Even in the cold and quiet of the woman walking by her side the homely power of the poor huckster was not weak to warm or to strengthen. Margaret left her, turning into the crowded street leading to the part of the town where the factories lay. The throng of anxious-faced men and women jostled and pushed, but she passed through them with a different heart from yesterday’s. Somehow, the morbid fancies were gone; she was keenly alive; the homely real life of this huckster had fired her, touched her blood with a more vital stimulus than any tale of crusader. As she went down the crooked maze of dingy lanes, she could hear Lois’s little cracked bell far off: it sounded like a Christmas song to her. She half smiled, remembering how sometimes in her distempered brain the world had seemed a gray, dismal Dance of Death. How actual it was to-day,—hearty, vigorous, alive with honest work and tears and pleasure! A broad, good world to live and work in, to suffer or die, if God so willed it,—God, the good! She entered the vast, dingy factory; the woollen dust, the clammy air of copperas were easier to breathe in; the cramped, sordid office, the work, mere trifles to laugh at; and she bent over the ledger with its hard lines in earnest good-will, through the slow creeping hours of the long day. She noticed that the unfortunate chicken was making its heart glad over a piece of fresh earth covered with damp moss. Dr. Knowles stopped to look at it when he came, passing her with a surly nod.
“So your master’s not forgotten you,” he snarled, while the blind old hen cocked her one eye up at him.
Pike, the manager, had brought in some bills.
“Who’s its master?” he said, curiously, stopping by the door.
“Holmes,—he feeds it every morning.”
The Doctor drawled out the words with a covert sneer, watching the quiet, cold face bending over the desk, meantime.
Pike laughed.
“Bah! it’s the first thing he ever fed, then, besides himself. Chickens must lie nearer his heart than men.”
Knowles scowled at him; he had no fancy for Pike’s scurrilous gossip.
The quiet face was unmoved. When he heard the manager’s foot on the ladder without, he tested it again. He had a vague suspicion which he was determined to verify.
“Holmes,” he said, carelessly, “has an affinity for animals. No wonder. Adam must have been some such man as he, when the Lord gave him ‘dominion over the fish of the sea, and over the fowl of the air.’”
The hand paused courteously a moment, then resumed its quick, cool movement over the page. He was not baffled.
“If there were such a reality as mastership, that man was born to rule. Pike will find him harder to cheat than me, when he takes possession here.”
She looked up now, attentive.
“He came here to take my place in the mills,—buy me out,—articles will be signed in a day or two. I know what you think,—no,—not worth a dollar. Only brains and a soul, and he’s sold them at a high figure,—threw his heart in,—the purchaser being a lady. It was light, I fancy,—starved out, long ago.”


== What to produce ==
Without including any pictures, copy every line below exactly.

------------------------

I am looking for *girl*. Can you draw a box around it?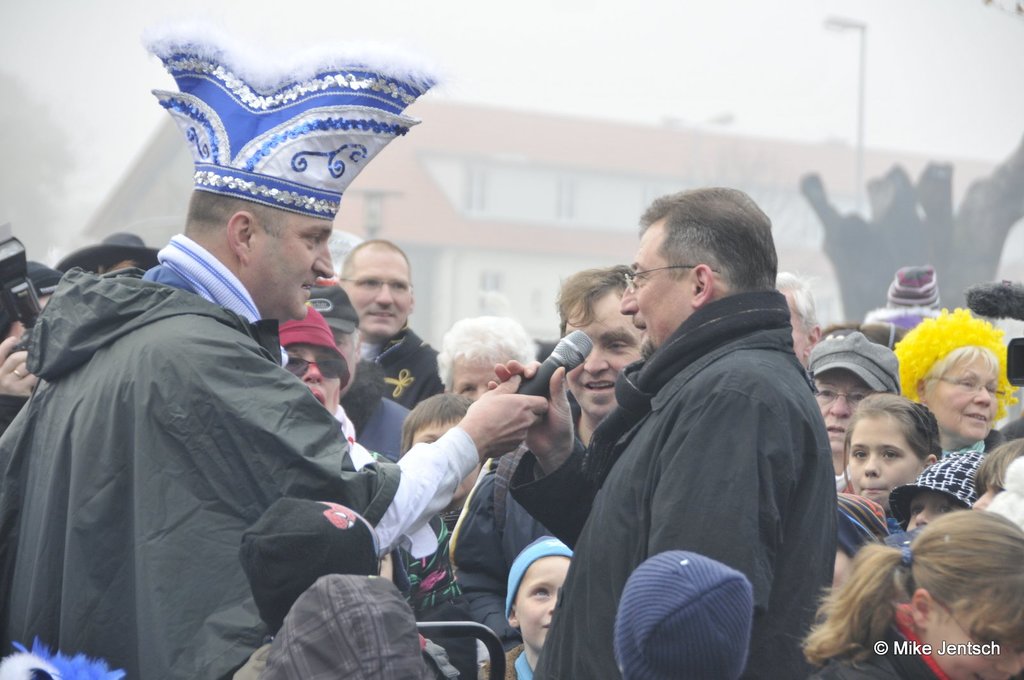
Sure, the bounding box is [801, 509, 1023, 679].
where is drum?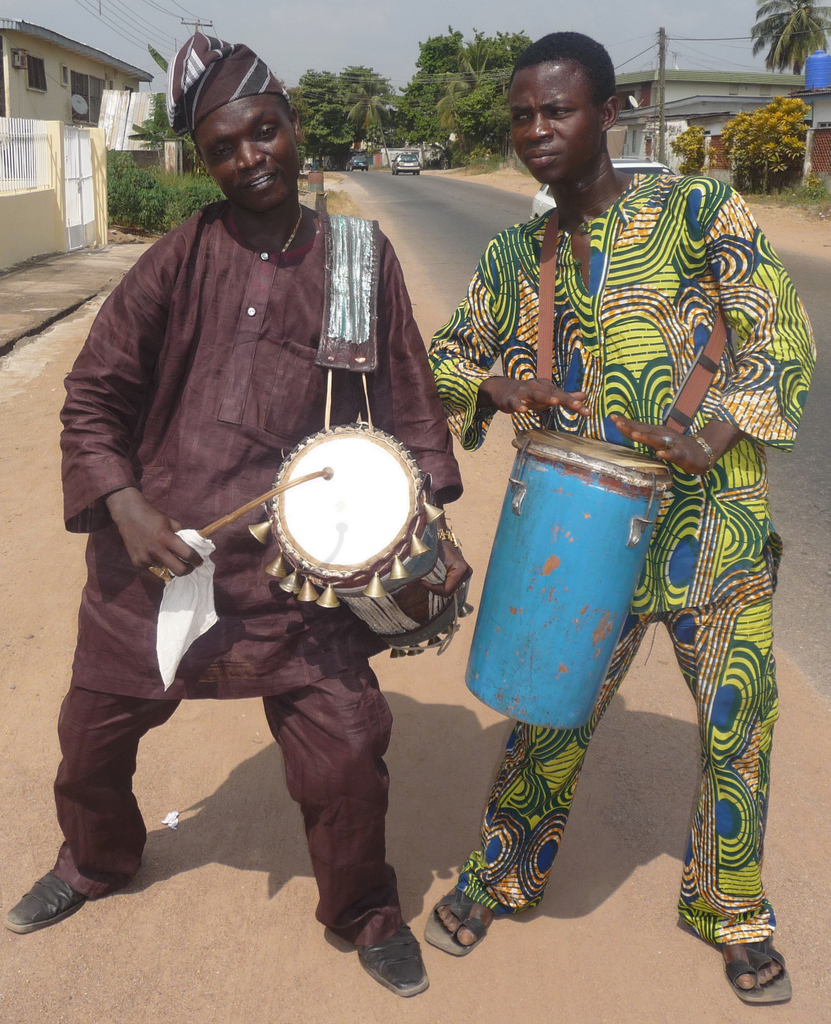
pyautogui.locateOnScreen(248, 421, 471, 657).
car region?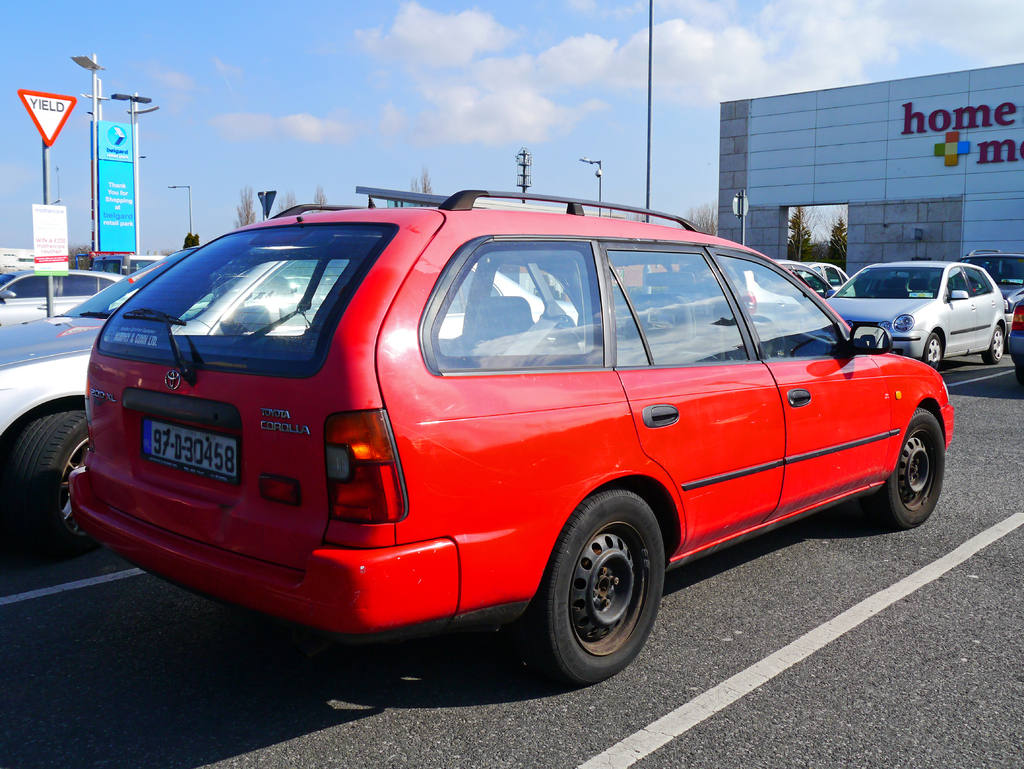
<box>124,254,159,278</box>
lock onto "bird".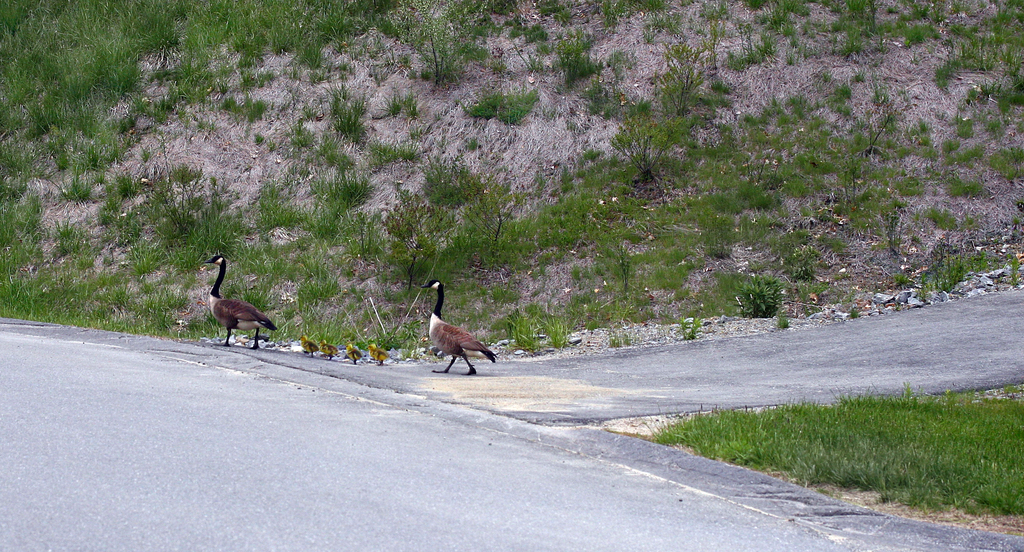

------------------------

== Reply to the exercise ==
I am looking for *girl*. Can you draw a box around it?
Sure, the bounding box is [801, 509, 1023, 679].
where is drum?
pyautogui.locateOnScreen(248, 421, 471, 657).
car region?
<box>124,254,159,278</box>
lock onto "bird".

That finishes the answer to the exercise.